News Articles Library Event Photos Contact Search


Displaying items by tag: doyle

One of the biggest sales at Doyle New York’s Rare Books, Autographs, and Photographs auction on November 5 was an important letter by George Washington. Purchased by a private collector for $362,500, the letter surpassed its pre-sale estimate of $80,000-$100,000. It was the fourth highest price paid at auction for a letter by Washington and the highest price for a single-page letter.

Written to James McHenry, Washington’s wartime aide on December 10, 1783, the President writes of his intention to resign as Continental Commander and become “translated into a private Citizen.” The letter was sold with McHenry’s archives in 1859 to Baltimore collector William T. Walters. It remained in Walters’ family until it was offered at Doyle’s auction.

The entire sale totaled $1,604,594, surpassing the pre-sale estimate of $849,200 to $1,255,000 and 90% of lots sold.
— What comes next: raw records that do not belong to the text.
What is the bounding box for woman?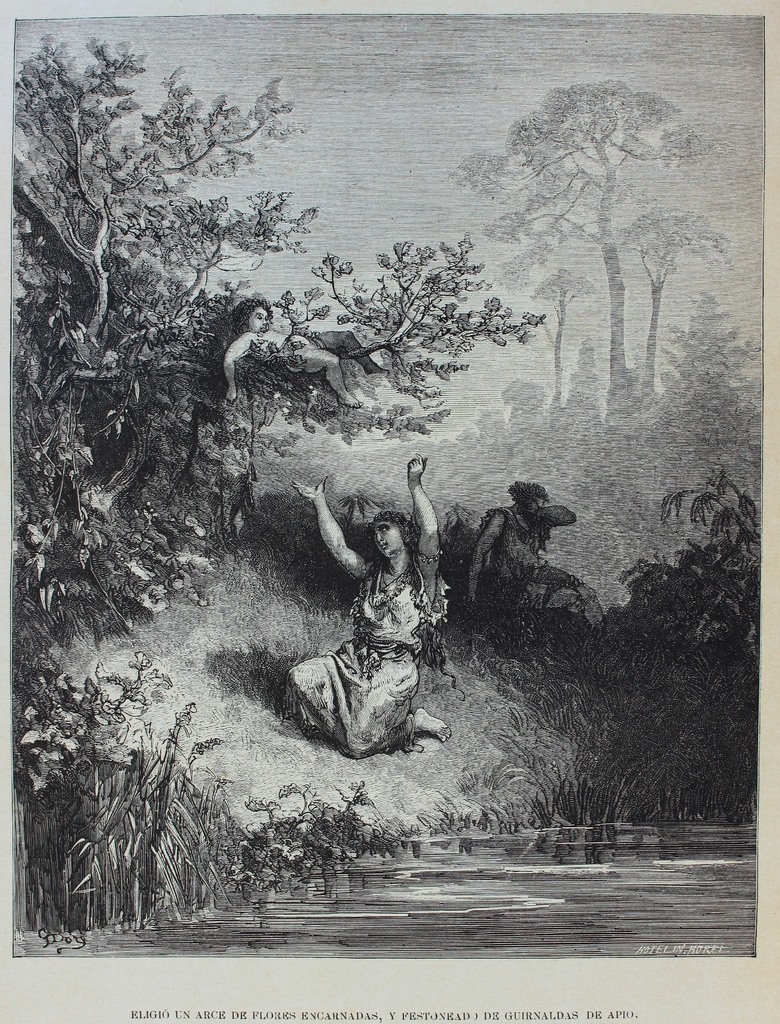
box(280, 450, 451, 760).
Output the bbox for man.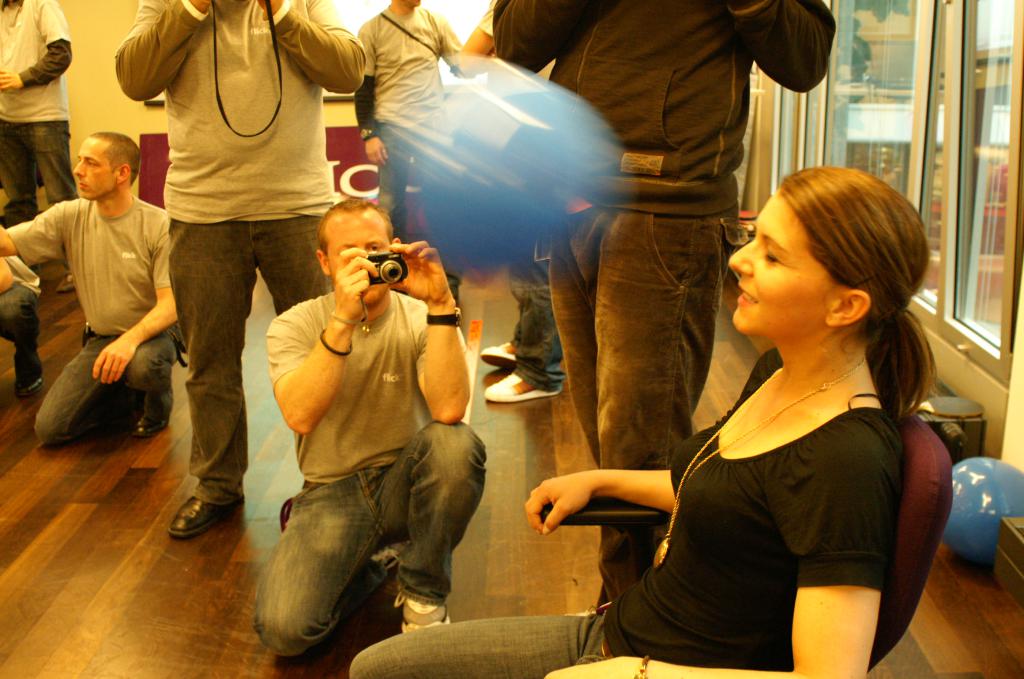
locate(489, 0, 847, 610).
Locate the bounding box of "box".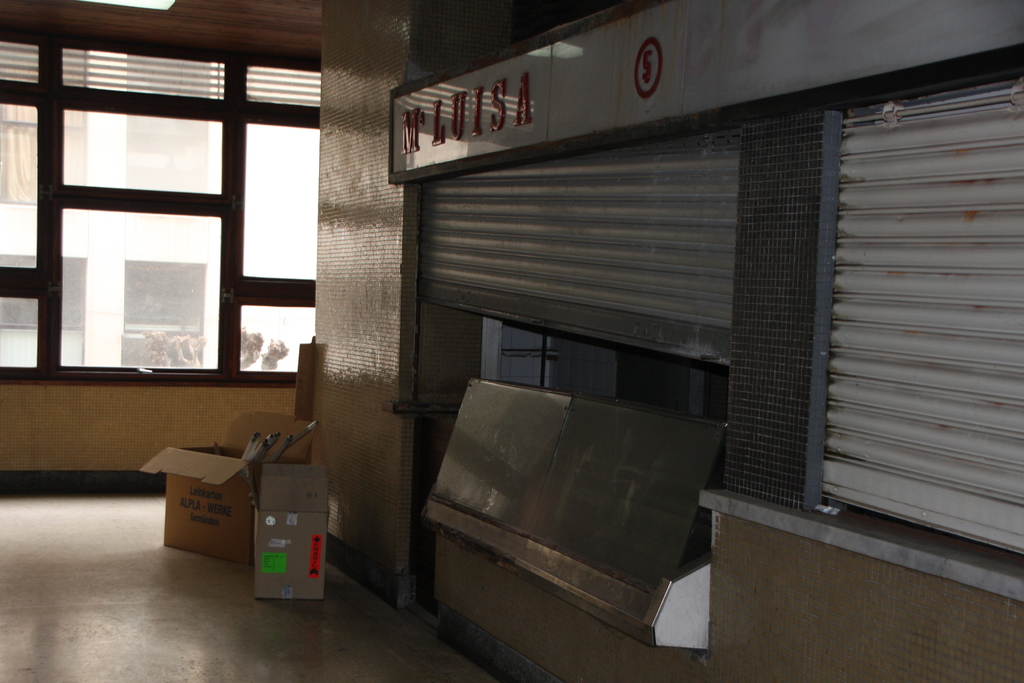
Bounding box: rect(294, 338, 312, 422).
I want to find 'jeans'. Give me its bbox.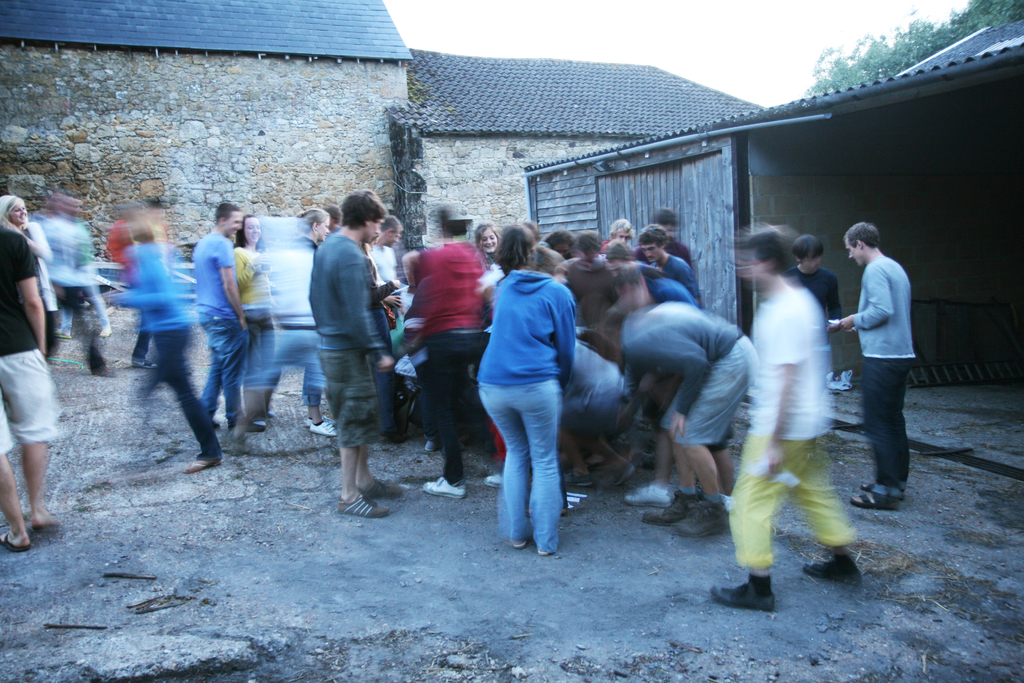
(307, 334, 376, 455).
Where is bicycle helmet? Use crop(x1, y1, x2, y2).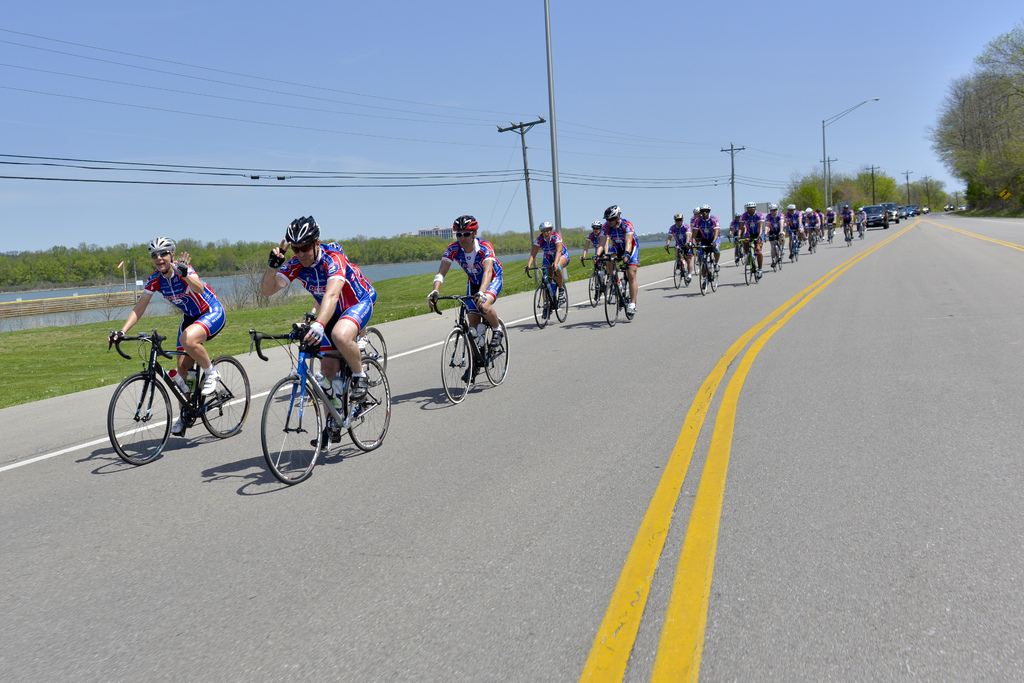
crop(591, 220, 601, 227).
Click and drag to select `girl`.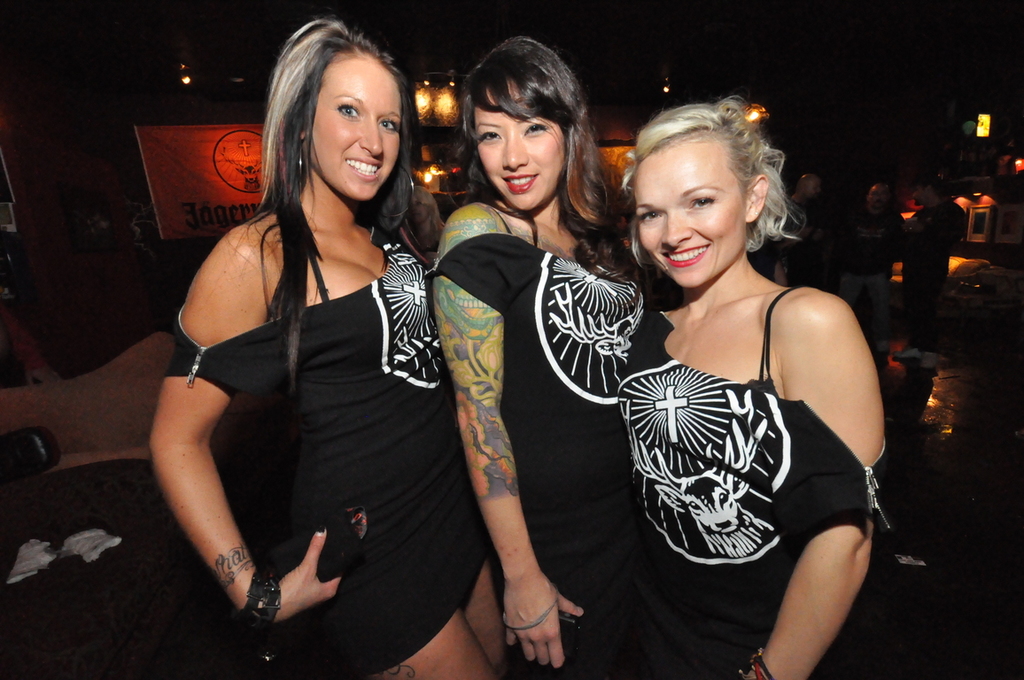
Selection: (426,37,671,679).
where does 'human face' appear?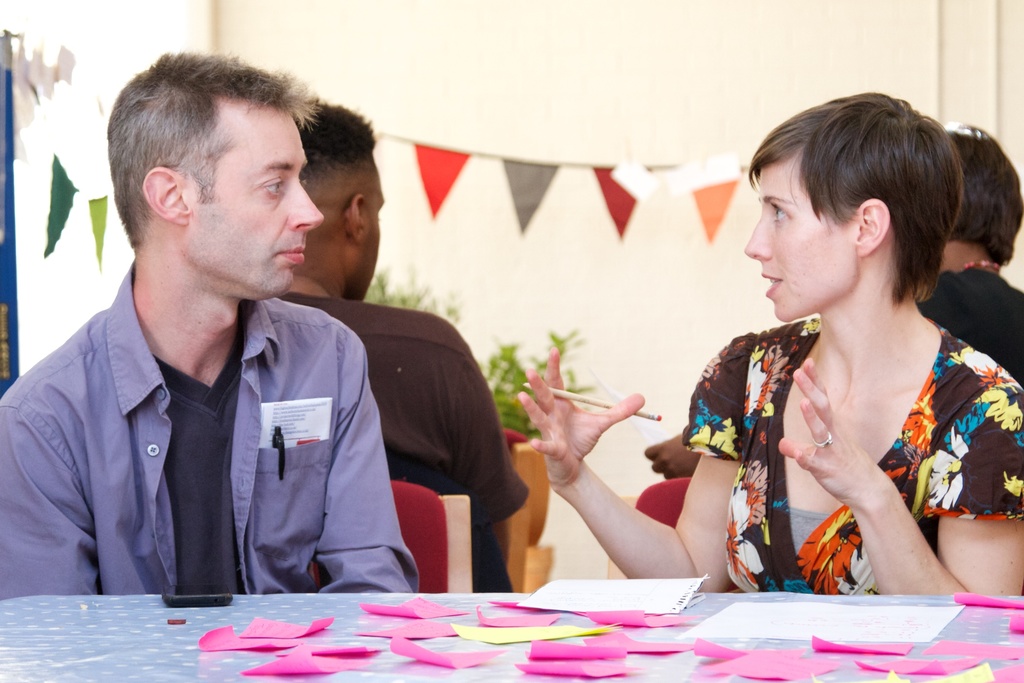
Appears at (740,142,863,327).
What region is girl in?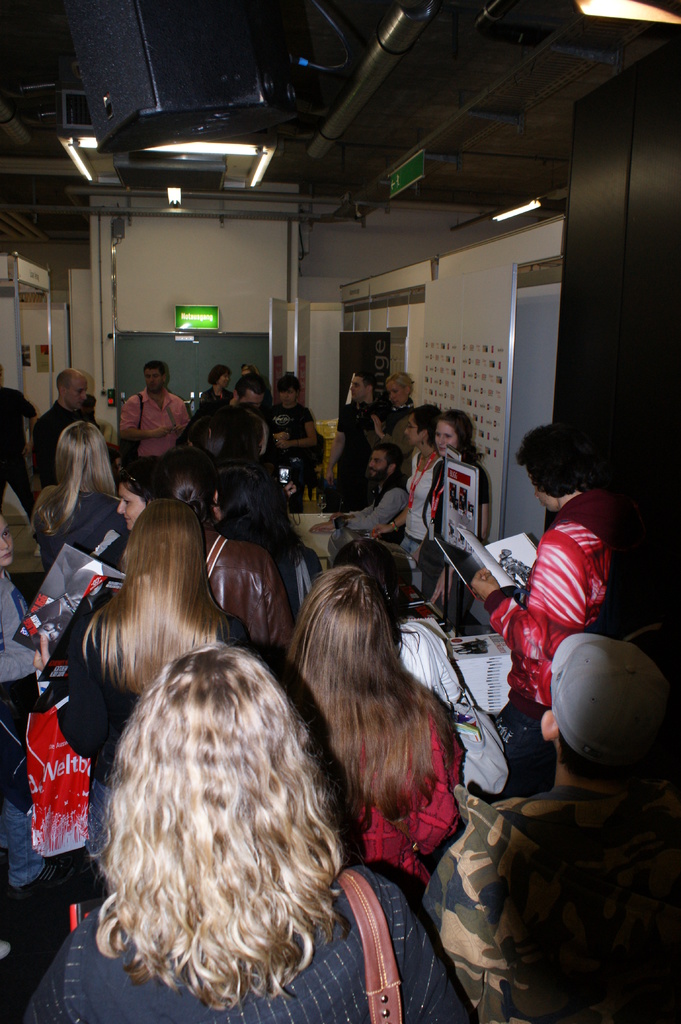
select_region(262, 373, 320, 477).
Besides George Washington’s letter, major sales included John Webster’s The Deuils Law Case… (1623), the first quarto edition, which achieved $25,000; a set of Author’s Autograph Edition of Whitman that sold for $22,500; and a letter from Paul Gauguin to Camille Pissarro that brought $28,125.

Published in News

Beginning on November 13, Doyle New York will start auctioning select works from the Spanierman Gallery, one of the Upper East Side’s foremost American art galleries. Founded by Ira Spanierman in the 1960s, the Spanierman Gallery has played an important role in the understanding and appreciation of American art from the colonial era through the 20th century. The gallery has also placed many iconic works in prominent public and private collections across the country.

As the Spanierman Gallery has decided to shift its focus to modern and contemporary American art, they will auction hundreds of works from their early American art collection at a number of select sales that will take place in 2012 and 2013. The November 13 auction will include thirty works including four pieces by John Henry Twachtman, the last fully bound sketchbook of studies by Maurice Prendergast not in a museum collection, and a double-sided work by Alfred Maurer that exemplifies the artist’s Fauvist palette.

Another 36 works from the Spanierman collection will be sold at Doyle’s American furniture, decorations, and 19th century painting sale on November 19.